In a conscious leadership, listening with intent is one of the most important characteristics that differentiate good leaders from effective ones. In the era of self-leadership, it is important to identify weak areas in your leadership in order to succeed in your collective goal as an organization.
Find out why you need to be a good listener in order to become effective in your leadership.
What is Listening with Intent?
Listening is not enough in order to become an effective and conscious leader. You need to strive for listening with intent. Author Patrick King talked about listening with intent as the foundation of true connection, communication, and relationship in his book.
In this day and age, the ability to listen is an essential life skill that can serve you well in your personal and professional relationships. When you listen, you make someone feel appreciated and valued. There is a propensity for many people who want to be heard to feel that no one is willing to listen.
Listening with intent is also known as active listening. It is a choice you make, and something that needs conscious effort. You listen with intent when you give the individual you are speaking to your attention and you want to be present in that conversation.
However, listening is not enough; it’s the intent behind the act of listening that makes it valuable. It heightens your emotional intelligence and helps improve the ability to understand other people. It requires practice and patience to be able to listen with intent.

How Does Listening with Intent Make You a Better Leader?
The ability to listen is an important characteristic possessed by effective leaders. The moment you understand the importance of listening, you seek to understand people and the different perspectives they hold in life and in their role within your organization.
The value of listening was put to the forefront during the pandemic. A lot of businesses and organizations are now struggling to survive. In the struggle for survival, many businesses were focused on increasing productivity and hitting their profit targets. However, if there is one thing that the global crisis has taught us, it would be the value of human capital. Every employee has a significant role to play in the success (or eventual downfall) of an organization.
Due to many businesses’ focus on productivity, employees’ welfare was put to the bottom of the organization’s list of priorities. As a result, many business leaders found themselves without employees, as many were leaving or moving to other organizations that made them feel more valued and appreciated.

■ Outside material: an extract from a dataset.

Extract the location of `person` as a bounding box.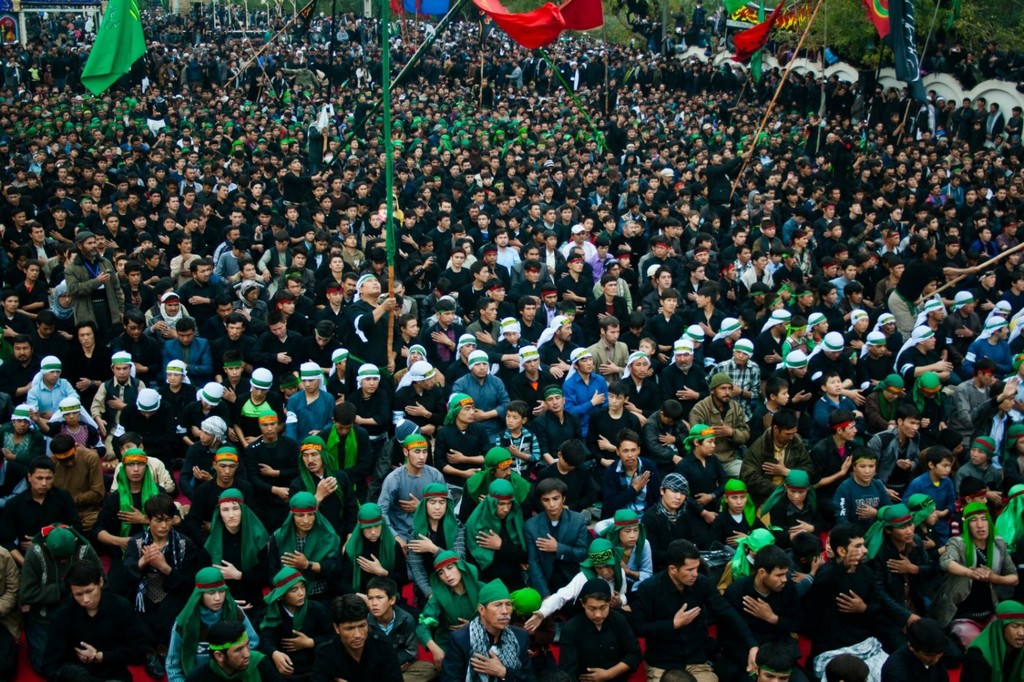
bbox=[162, 360, 199, 414].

This is the best time for leaders to become more adept at listening – and doing so with intent and purpose. Listening with intent will enable you to be more considerate of the needs of others. As a business and organizational leader, your ability to listen will enable you to provide the support that your employees require in order to become more effective in their roles and responsibilities. In the long run, this will make your organization run more efficiently.

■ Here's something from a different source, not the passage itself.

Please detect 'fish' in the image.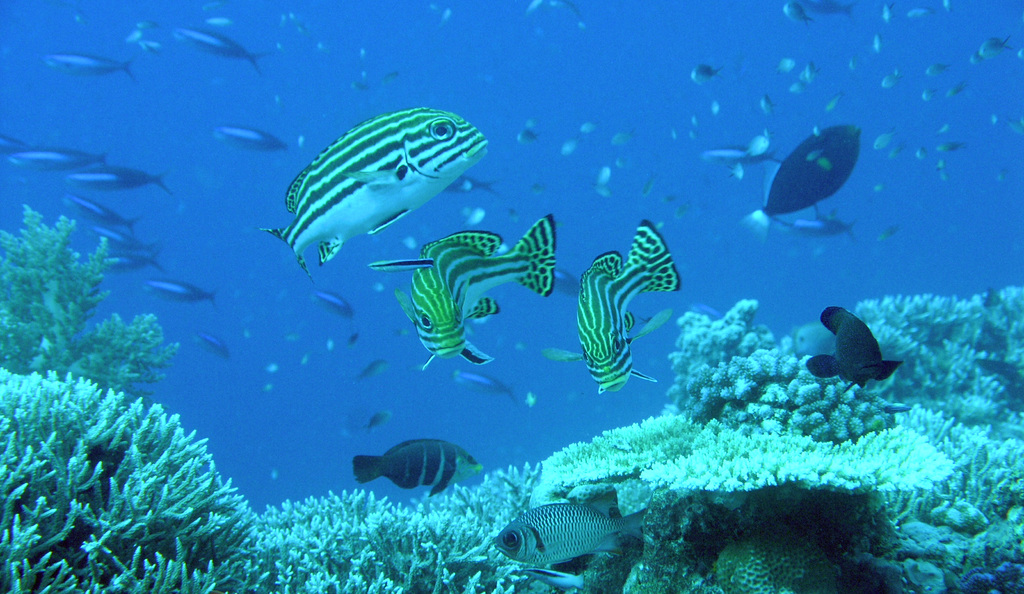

Ways to Implement Listening as a Leader
Now that you understand the value of listening with intent as a leader, the next step is to know how to implement it. Here are some of the strategies that you can use or adopt.
1. Engage Yourself
Most business leaders strive for ways to make their employees engaged. As a leader, you need to be engaged yourself too. Encourage your employees to ask questions or elaborate when they have input to share. Make them feel that you value their opinion so that you can expand your perspective on how you lead the organization.
When they share their input, pay attention and make sure that you attempt to understand what matters to them.
2. Show Empathy
Listening with intent shows how empathic you are towards the plights of your employees. With many businesses and organizations working on a limited workforce, there is added stress and pressure on each and every employee.
If you see signs of frustration or stress, let them know how you can ease that stress. Find ways to make them feel more comfortable so they can in turn be more productive.
3. Avoid Judgment
A lot of people listen with a desire to respond. This is something that effective leaders need to unlearn. Listening with intent and purpose is about embracing the different perspective about a particular situation or scenario that the other person has to share. The more open you are and when you are judgment-free, the better able you are to see the big picture.
Listening with intent does not happen naturally to most people, even with the most experienced leaders. But in the concept of conscious leadership, it is a skill that you need to master if you want to be able to lead more effectively.